[imagesource: Ed Jones / Getty Images]
Kim Jong-Un loves a spot of horse riding.
Just look at him tearing around on horseback in North Korea’s latest propaganda film, The Great Year Of Victory, 2021.
It’s just nice to see him happy, you know, after he’s sacrificed so much for his people.
To take on one of the world’s most repressive regimes you have to have some serious cojones, and an American hacker who goes by P4x clearly does.
He’s the focus of a great WIRED story titled ‘North Korea Hacked Him. So He Took Down Its Internet’. It deals with how he’s taken his revenge on North Korean spies who hacked him just over a year ago:
P4x was just one victim of a hacking campaign that targeted Western security researchers with the apparent aim of stealing their hacking tools and details about software vulnerabilities. He says he managed to prevent those hackers from swiping anything of value from him. But he nonetheless felt deeply unnerved by state-sponsored hackers targeting him personally—and by the lack of any visible response from the US government.
He waited, and waited, but there was no show of strength from his government.
North Korean cybercriminals have targeted South Africa before. I imagine our response was similar.
Eventually, P4x grew resentful and decided to take matters into his own hands:
“It felt like the right thing to do here. If they don’t see we have teeth, it’s just going to keep coming,” says the hacker…
P4x says he’s found numerous known but unpatched vulnerabilities in North Korean systems that have allowed him to singlehandedly launch “denial-of-service” attacks on the servers and routers the country’s few internet-connected networks depend on.
His success has been easy enough to spot, given that North Korea only operates a few dozen websites. Across a number of days, almost all of them dropped offline at different times.
These include the national airline carrier Air Koryo as well as Naenara, a site that operates as the official portal for Kim Jong-un’s government.
At one stage, he even paralysed at least one of the country’s key central routers, essentially cutting them off digitally from the rest of the world.
Given North Korea’s recent missile testing it was assumed that a foreign government may have used hackers to send a message.
Here comes a passage sure to enforce stereotypes:
In fact, it was the work of one American man in a T-shirt, pajama pants, and slippers, sitting in his living room night after night, watching Alien movies and eating spicy corn snacks—and periodically walking over to his home office to check on the progress of the programs he was running to disrupt the internet of an entire country.
You can read the in-depth technical stuff regarding his hacking prowess here.
In the end, P4x says, “I just want to prove a point. I want that point to be very squarely proven before I stop.”
Now that this is out in the open, North Korea’s response will be very interesting.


### TRY IT
From the records below, copy each line that has the word "interactable" in it.

BEGIN

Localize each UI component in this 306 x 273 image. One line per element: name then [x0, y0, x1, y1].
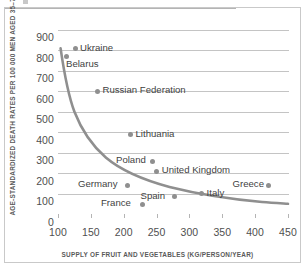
y-tick-label-400: 400: [14, 134, 54, 146]
plot-area: Ukraine Belarus Russian Federation Lithu…: [58, 30, 289, 214]
x-tick-label-450: 450: [268, 226, 306, 238]
y-tick-label-900: 900: [14, 31, 54, 43]
data-label-united-kingdom: United Kingdom: [162, 164, 230, 175]
scan-artifact: [23, 0, 28, 4]
data-label-italy: Italy: [207, 187, 225, 198]
y-tick-label-800: 800: [14, 52, 54, 64]
x-tick-300: [189, 214, 190, 218]
data-label-ukraine: Ukraine: [80, 42, 113, 53]
chart-frame: AGE-STANDARDIZED DEATH RATES PER 100 000…: [4, 7, 301, 263]
y-axis-title-wrapper: AGE-STANDARDIZED DEATH RATES PER 100 000…: [5, 8, 25, 248]
x-tick-200: [124, 214, 125, 218]
data-label-greece: Greece: [233, 178, 264, 189]
data-point-ukraine[interactable]: [73, 46, 78, 51]
x-tick-450: [288, 214, 289, 218]
data-label-germany: Germany: [78, 178, 117, 189]
y-tick-label-600: 600: [14, 93, 54, 105]
x-tick-100: [58, 214, 59, 218]
x-tick-150: [91, 214, 92, 218]
data-point-france[interactable]: [140, 202, 145, 207]
x-tick-250: [157, 214, 158, 218]
y-tick-label-100: 100: [14, 195, 54, 207]
y-tick-label-300: 300: [14, 154, 54, 166]
data-label-lithuania: Lithuania: [136, 128, 175, 139]
x-tick-400: [255, 214, 256, 218]
y-tick-label-200: 200: [14, 175, 54, 187]
data-point-poland[interactable]: [150, 159, 155, 164]
data-label-poland: Poland: [116, 154, 146, 165]
y-tick-label-500: 500: [14, 113, 54, 125]
x-tick-350: [222, 214, 223, 218]
data-label-belarus: Belarus: [66, 58, 99, 69]
x-axis-title: SUPPLY OF FRUIT AND VEGETABLES (KG/PERSO…: [9, 251, 306, 258]
x-axis-line: [5, 8, 236, 9]
data-label-russian-federation: Russian Federation: [103, 84, 186, 95]
data-point-russian-federation[interactable]: [95, 89, 100, 94]
y-tick-label-700: 700: [14, 72, 54, 84]
scatter-chart-figure: AGE-STANDARDIZED DEATH RATES PER 100 000…: [0, 0, 306, 273]
data-label-france: France: [101, 197, 131, 208]
data-label-spain: Spain: [141, 190, 166, 201]
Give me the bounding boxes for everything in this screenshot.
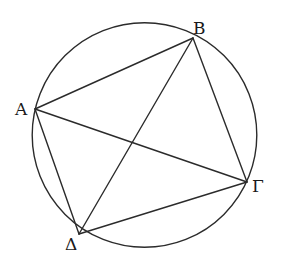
side-BG bbox=[193, 38, 247, 182]
vertex-label-D: Δ bbox=[65, 234, 77, 254]
cyclic-quadrilateral-diagram: Α Β Γ Δ bbox=[0, 0, 282, 269]
vertex-label-G: Γ bbox=[252, 176, 264, 196]
vertex-label-B: Β bbox=[193, 18, 206, 38]
side-DA bbox=[35, 109, 79, 234]
vertex-label-A: Α bbox=[14, 99, 28, 119]
diagonal-AG bbox=[35, 109, 247, 182]
side-AB bbox=[35, 38, 193, 109]
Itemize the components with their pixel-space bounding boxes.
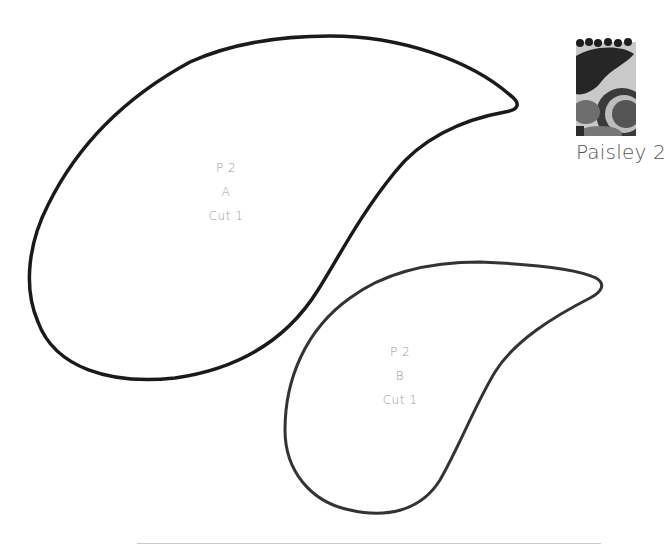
pattern-title: Paisley 2 [576,140,666,164]
piece-b-pattern-number: P 2 [350,340,450,364]
fabric-swatch-image [576,34,636,136]
piece-b-letter: B [350,364,450,388]
piece-b-cut-count: Cut 1 [350,388,450,412]
piece-a-letter: A [176,180,276,204]
piece-b-label: P 2 B Cut 1 [350,340,450,412]
piece-a-pattern-number: P 2 [176,156,276,180]
piece-a-label: P 2 A Cut 1 [176,156,276,228]
footer-divider [137,543,601,544]
piece-a-cut-count: Cut 1 [176,204,276,228]
fabric-thumbnail [576,34,636,136]
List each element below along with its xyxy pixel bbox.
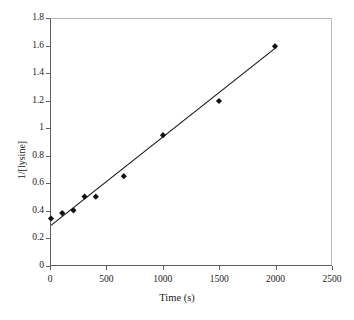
plot-canvas	[51, 19, 331, 265]
xtick-mark	[332, 266, 333, 270]
ytick-label: 1	[4, 123, 44, 133]
data-markers	[48, 43, 278, 221]
data-point-marker	[93, 194, 99, 200]
xtick-label: 0	[48, 275, 53, 285]
xtick-mark	[276, 266, 277, 270]
ytick-label: 1.8	[4, 13, 44, 23]
data-point-marker	[160, 132, 166, 138]
data-point-marker	[121, 173, 127, 179]
ytick-label: 0.2	[4, 234, 44, 244]
xtick-label: 500	[99, 275, 113, 285]
data-point-marker	[82, 194, 88, 200]
xtick-mark	[163, 266, 164, 270]
data-point-marker	[48, 215, 54, 221]
x-axis-title: Time (s)	[0, 292, 354, 303]
ytick-label: 1.2	[4, 96, 44, 106]
xtick-mark	[219, 266, 220, 270]
ytick-label: 1.6	[4, 41, 44, 51]
xtick-mark	[106, 266, 107, 270]
ytick-label: 0.4	[4, 206, 44, 216]
plot-area	[50, 18, 332, 266]
xtick-label: 2000	[266, 275, 285, 285]
chart-figure: 0 0.2 0.4 0.6 0.8 1 1.2 1.4 1.6 1.8 0 50…	[0, 0, 354, 320]
ytick-label: 0	[4, 261, 44, 271]
xtick-mark	[50, 266, 51, 270]
xtick-label: 1500	[210, 275, 229, 285]
data-point-marker	[272, 43, 278, 49]
data-point-marker	[70, 207, 76, 213]
y-axis-title: 1/[lysine]	[16, 141, 27, 179]
data-point-marker	[216, 98, 222, 104]
ytick-label: 1.4	[4, 68, 44, 78]
ytick-label: 0.6	[4, 179, 44, 189]
xtick-label: 2500	[323, 275, 342, 285]
xtick-label: 1000	[153, 275, 172, 285]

END

### TASK OUTPUT
data-point-ukraine[interactable]: [73, 46, 78, 51]
data-point-france[interactable]: [140, 202, 145, 207]
data-point-poland[interactable]: [150, 159, 155, 164]
data-point-russian-federation[interactable]: [95, 89, 100, 94]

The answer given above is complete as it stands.